Some local residents think it is too bright and garish while others have welcomed the new venture, saying it has brightened up Church Passage and is a popular venue, attracting a new clientele to the area.

A meeting of the planning committee (8.1.2015) had little hesitation in rejecting the new frontage, including its illuminated fascia.

Ignore the irony of a restaurant named Guns & Smoke overlooking
a memorial to the most appalling conflicts in human history.

At the vote, there were six against the application, no member in support and one abstention.

Robin Bishop, who is chair of the Barnet Society’s planning and environment committee, said the planning committee’s clear-cut decision was an important victory for the Society and fifteen other local objectors.

In his presentation to the meeting, Mr Bishop said the Society considered unauthorised changes made to 1 and 1B Church Passage in both 2013 and 2014 were an important test case for the Chipping Barnet Town Strategy which was adopted eighteen months ago with the aim of “encouraging high quality buildings and public spaces ... to help foster local distinctiveness”.

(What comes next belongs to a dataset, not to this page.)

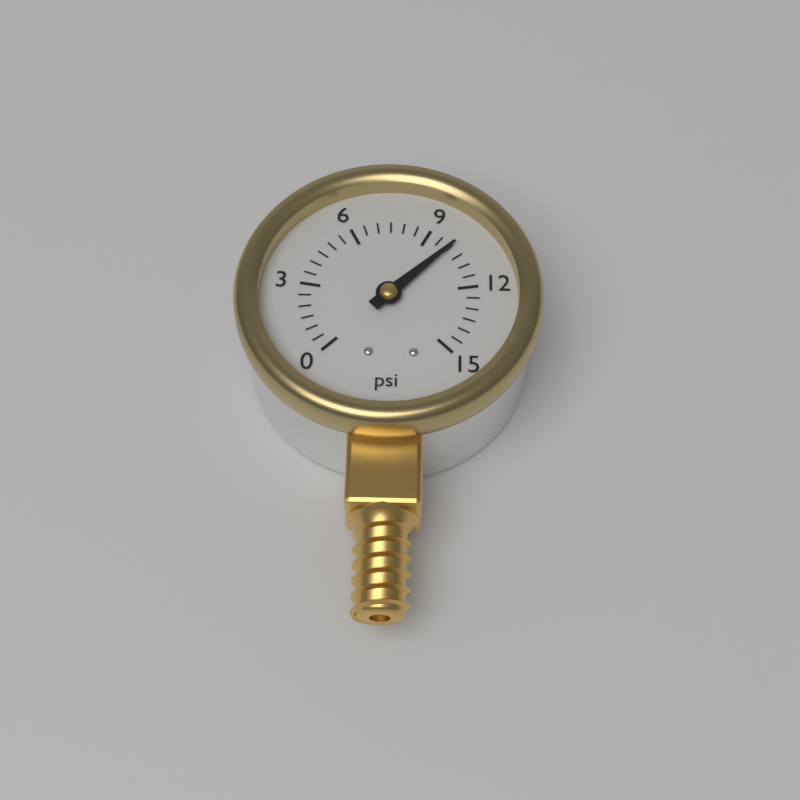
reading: 10.0 psi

“These alterations comprise the most serious and conspicuous of a number of infringements that have occurred in conservation areas in recent years – several of which, despite enforcement procedures, have yet to be rectified.”

The churchyard of St John the Baptist, its war memorial and Church Passage were in effect High Barnet’s principal civic space, and the buildings in Church Passage were the most visible to every traveller turning into the High Street from Barnet Hill.

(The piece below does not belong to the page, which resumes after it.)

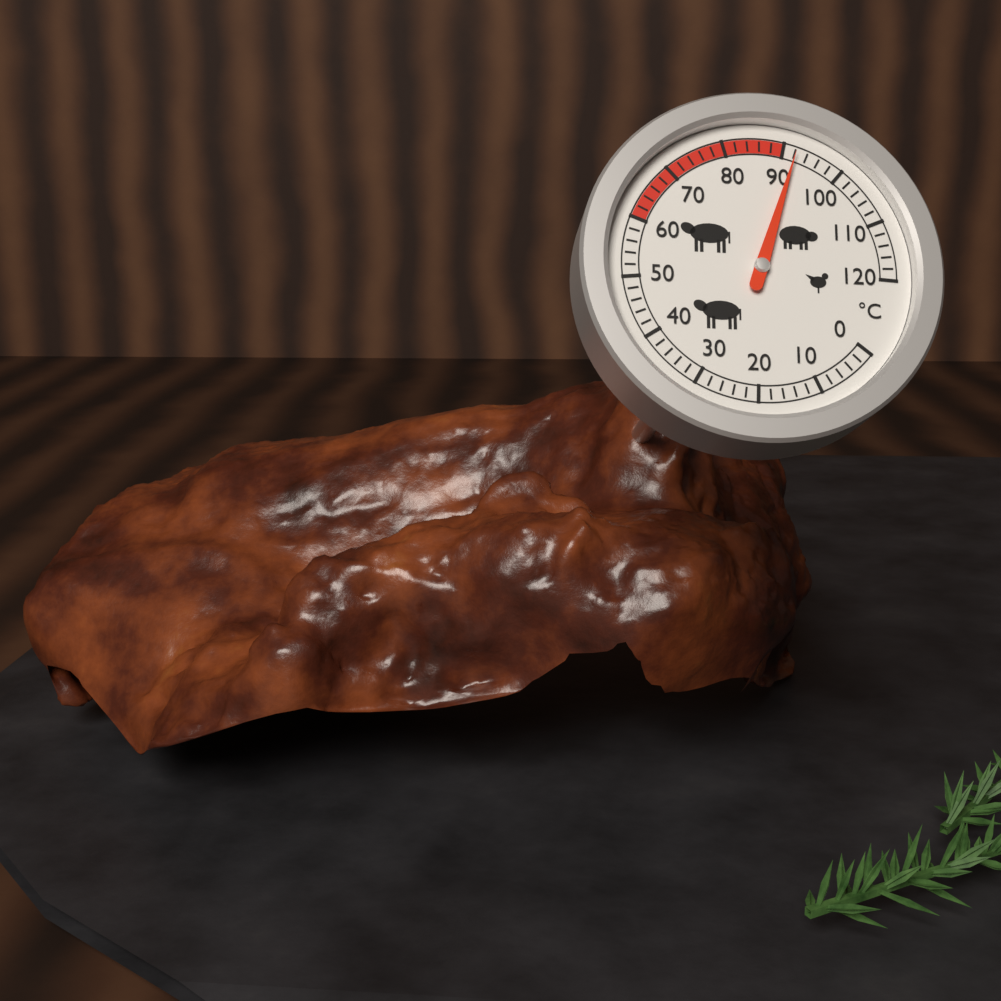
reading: 92 °C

In support of his argument against the granting of planning approval, Mr Bishop reminded the committee that the area around the parish church had been re-landscaped at considerable cost.

“Ignore the irony of a restaurant named Guns & Smoke overlooking a memorial to the most appalling conflicts in human history.

The workmanship of pavement repairs at the entrance to Guns and Smoke typifies the casual approach to this site by both the landlord and tenantConsider simply the money wasted by ripping out the previous shop-front and canopy and damaging an attractive new pavement – thousands of pounds paid by us, via council tax and the Outer London Fund, less than three years ago.

“Unless you take a stand against these mediocre proposals now, the council’s policies – and the efforts of the Town Team – will be widely perceived as worthless.”

Mr Bishop acknowledged that other alterations to the side and upper parts of the Guns and Smoke building were outside the scope of the current application but the Society believed that the facade should be treated as a whole when its future was examined by the planning department.

If the complete restoration of the Church Passage frontage, as required by a planning inspector in January 2014, was considered to be impracticable, he said the Society hoped there could at least be “a design of restraint and dignity, in line with the council’s published guidance, as befits Chipping Barnet’s most prominent civic and religious setting”.